Site specifics that affect your experience

The specifics of your installation and configuration of SharePoint affect what you see and what options are available to you on your site.

Permissions    If you are assigned to the default Full Control permission level, you have the full range of options to manage the site. If you are assigned to the Contribute or Read permission level, your options and access to site content are more limited. Many of the options discussed in this article are not available to users with the Reader permission level, which allows users to read content but not make changes to it. Because permissions are designed to be flexible and customizable, your organization may have its own unique settings.

Customization    Your organization may have customized the permissions and branding of your site, or even customized site navigation and moved controls such as the Site Actions menu to a different location on the page. Similarly, your organization may have decided not to use the ribbon functionality introduced in SharePoint 2010.

Version of SharePoint This article discusses how to get started in SharePoint Server 2010. If your organization is using SharePoint Foundation 2010, see Getting started with SharePoint Foundation 2010. If you are using a previous version of SharePoint, see the Help for that version.

Adding content to a site
You can add items to lists and files to libraries by using a Web browser. The buttons you use to perform the most common actions are on the ribbon, which is near the top of the page on most pages of a site.

Buttons on the ribbon may be grayed out for any of the following reasons:

The action is not applicable or it depends on some other action. For example, you must select the check box for a document before you can check it out.
You do not have permission to complete the task.
The feature is not enabled for the site. For example, workflows may not be enabled on the site.

Enterprise Content Management
Enterprise Content Management (ECM) from Microsoft helps organizations overcome the challenges posed by large volumes of unmanaged content. SharePoint Server 2010 is a central part of the Microsoft ECM solution, which extends content management to every employee in an organization through integration with familiar tools such as the Microsoft Office system. The Microsoft ECM solution provides capabilities for managing the entire life cycle of content — from creation, to editing and collaboration, to expiration — on a single unified platform.

SharePoint Server 2010 helps organizations manage the entire life cycle of content by providing distinct sets of features that enable organizations to achieve the following goals:

Manage diverse content    The document management capabilities in SharePoint Server 2010 help organizations consolidate diverse content from multiple locations into a centrally managed repository with consistent categorization. The new document sets feature enables your organization to create and manage work products that span multiple documents. Integrated search capabilities help people find, share, and use this information. Metadata management capabilities such as the new Term Store feature can help organizations to centrally manage metadata across sites. Metadata is information about data that is used to help identify, structure, discover, and manage information. New support for metadata-driven navigation, and the ability to embed metadata fields in documents improves information search and discovery. Content can also be protected from unauthorized access. Collaboration tools, such as workflow, help people work better together to create, review, and approve documents in a structured way.

Satisfy compliance and legal requirements    The records management capabilities in SharePoint Server 2010 enable organizations to store and protect business records, either in-place next to in-progress records or in a locked down central repository. Organizations can apply expiration policies to records to ensure that they are retained for the appropriate time period to comply with regulations or corporate business policies, thereby mitigating legal risk to the organization. Audit trails provide proof to internal and external auditors that records were retained appropriately. Holds can be placed upon specific records under legal discovery to prevent their destruction.

Efficiently manage multiple Web sites    The Web content management capabilities in SharePoint Server 2010 enable people to publish Web content with an easy-to-use content authoring tool and a built-in approval process. Employees can upload content — including images, audio, and video — to Web sites in a timely manner without extensive support from IT staff. New support for rich media includes a new Asset Library, with rich views and pickers; support for videos as a SharePoint content type; a streaming video infrastructure, and a skinable Silverlight media player. Templates in the form of master pages and page layouts enable organizations to apply consistent branding to pages. Built-in Web analytics features provide support for Traffic, Search, and Inventory analytics reports. SharePoint Server 2010 also offers a single deployment and management infrastructure for intranet, extranet, and Internet sites, as well as for multilingual sites.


PROBLEM REQUIREMENTS: Your reply should be made up of every line in the records below that holds the string "mansoni".
------ ENTRIES PROVIDED ------
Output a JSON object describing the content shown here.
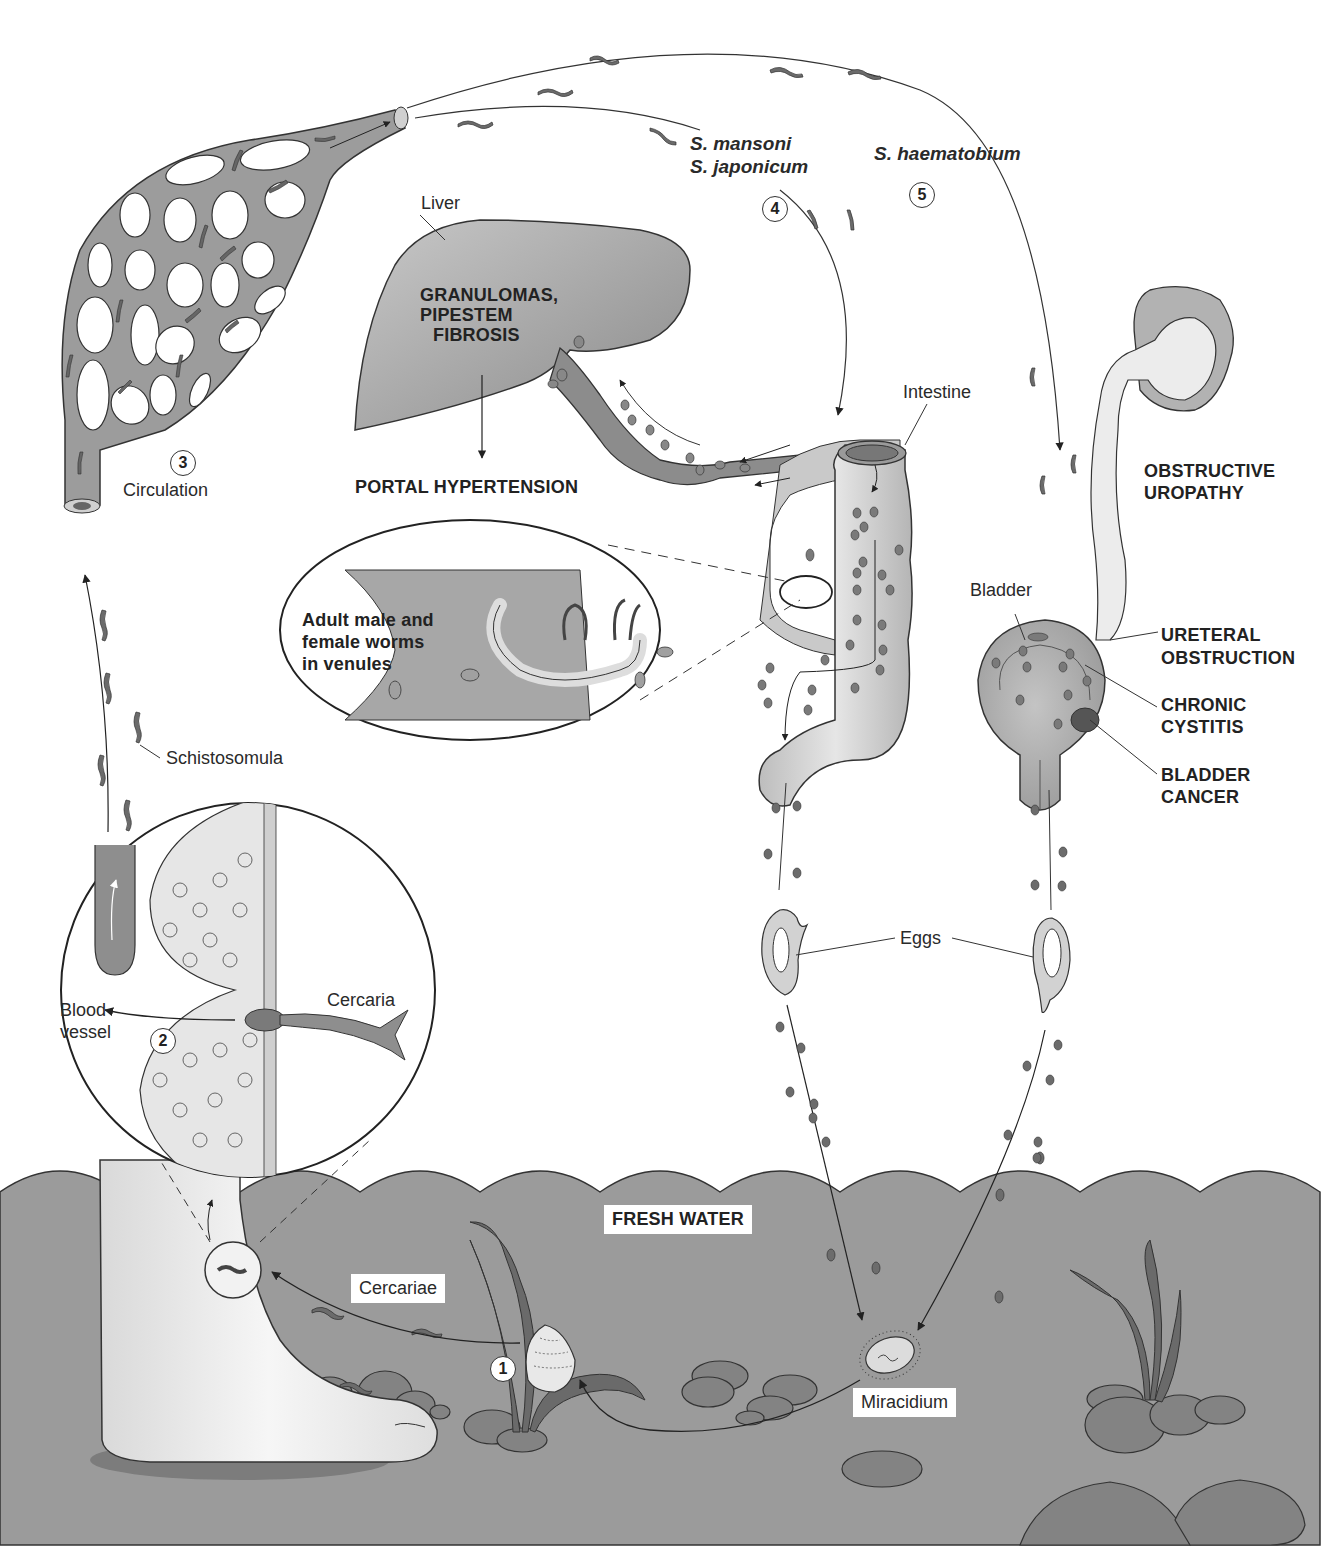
{
  "figure": {
    "clipped_header": "",
    "steps": [
      {
        "number": "1",
        "label": "Cercariae"
      },
      {
        "number": "2",
        "label": "Blood vessel"
      },
      {
        "number": "3",
        "label": "Circulation"
      },
      {
        "number": "4",
        "label": "S. mansoni / S. japonicum"
      },
      {
        "number": "5",
        "label": "S. haematobium"
      }
    ],
    "labels": {
      "circulation": "Circulation",
      "s_mansoni": "S. mansoni",
      "s_japonicum": "S. japonicum",
      "s_haematobium": "S. haematobium",
      "liver": "Liver",
      "liver_effects_1": "GRANULOMAS,",
      "liver_effects_2": "PIPESTEM",
      "liver_effects_3": "FIBROSIS",
      "portal_hypertension": "PORTAL HYPERTENSION",
      "intestine": "Intestine",
      "adult_worms_1": "Adult male and",
      "adult_worms_2": "female worms",
      "adult_worms_3": "in venules",
      "obstructive_1": "OBSTRUCTIVE",
      "obstructive_2": "UROPATHY",
      "bladder": "Bladder",
      "ureteral_1": "URETERAL",
      "ureteral_2": "OBSTRUCTION",
      "cystitis_1": "CHRONIC",
      "cystitis_2": "CYSTITIS",
      "cancer_1": "BLADDER",
      "cancer_2": "CANCER",
      "schistosomula": "Schistosomula",
      "blood_1": "Blood",
      "blood_2": "vessel",
      "cercaria": "Cercaria",
      "eggs": "Eggs",
      "fresh_water": "FRESH WATER",
      "cercariae": "Cercariae",
      "miracidium": "Miracidium"
    },
    "colors": {
      "water": "#9a9a9a",
      "tissue_gray": "#8c8c8c",
      "light_gray": "#d6d6d6",
      "outline": "#2a2a2a",
      "worm": "#6e6e6e",
      "background": "#ffffff"
    }
  }
}
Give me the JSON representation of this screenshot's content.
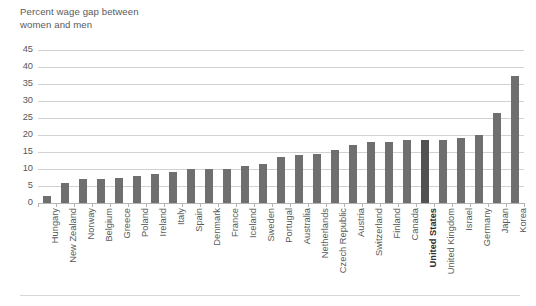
{
  "chart_data": {
    "type": "bar",
    "title": "Percent wage gap between\nwomen and men",
    "xlabel": "",
    "ylabel": "",
    "ylim": [
      0,
      45
    ],
    "ytick_step": 5,
    "yticks": [
      0,
      5,
      10,
      15,
      20,
      25,
      30,
      35,
      40,
      45
    ],
    "grid": true,
    "legend": false,
    "highlight_category": "United States",
    "colors": {
      "bar": "#6f6f6f",
      "bar_highlight": "#525252",
      "gridline": "#d2d2d2",
      "axis": "#b4b4b4",
      "text": "#59595b"
    },
    "categories": [
      "Hungary",
      "New Zealand",
      "Norway",
      "Belgium",
      "Greece",
      "Poland",
      "Ireland",
      "Italy",
      "Spain",
      "Denmark",
      "France",
      "Iceland",
      "Sweden",
      "Portugal",
      "Australia",
      "Netherlands",
      "Czech Republic",
      "Austria",
      "Switzerland",
      "Finland",
      "Canada",
      "United States",
      "United Kingdom",
      "Israel",
      "Germany",
      "Japan",
      "Korea"
    ],
    "values": [
      2,
      6,
      7,
      7,
      7.5,
      8,
      8.5,
      9,
      10,
      10,
      10,
      11,
      11.5,
      13.5,
      14,
      14.5,
      15.5,
      17,
      18,
      18,
      18.5,
      18.5,
      18.5,
      19,
      20,
      26.5,
      37.5
    ]
  }
}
------
ANSWER TO THIS EXERCISE:
        "label": "S. mansoni / S. japonicum"
      "s_mansoni": "S. mansoni",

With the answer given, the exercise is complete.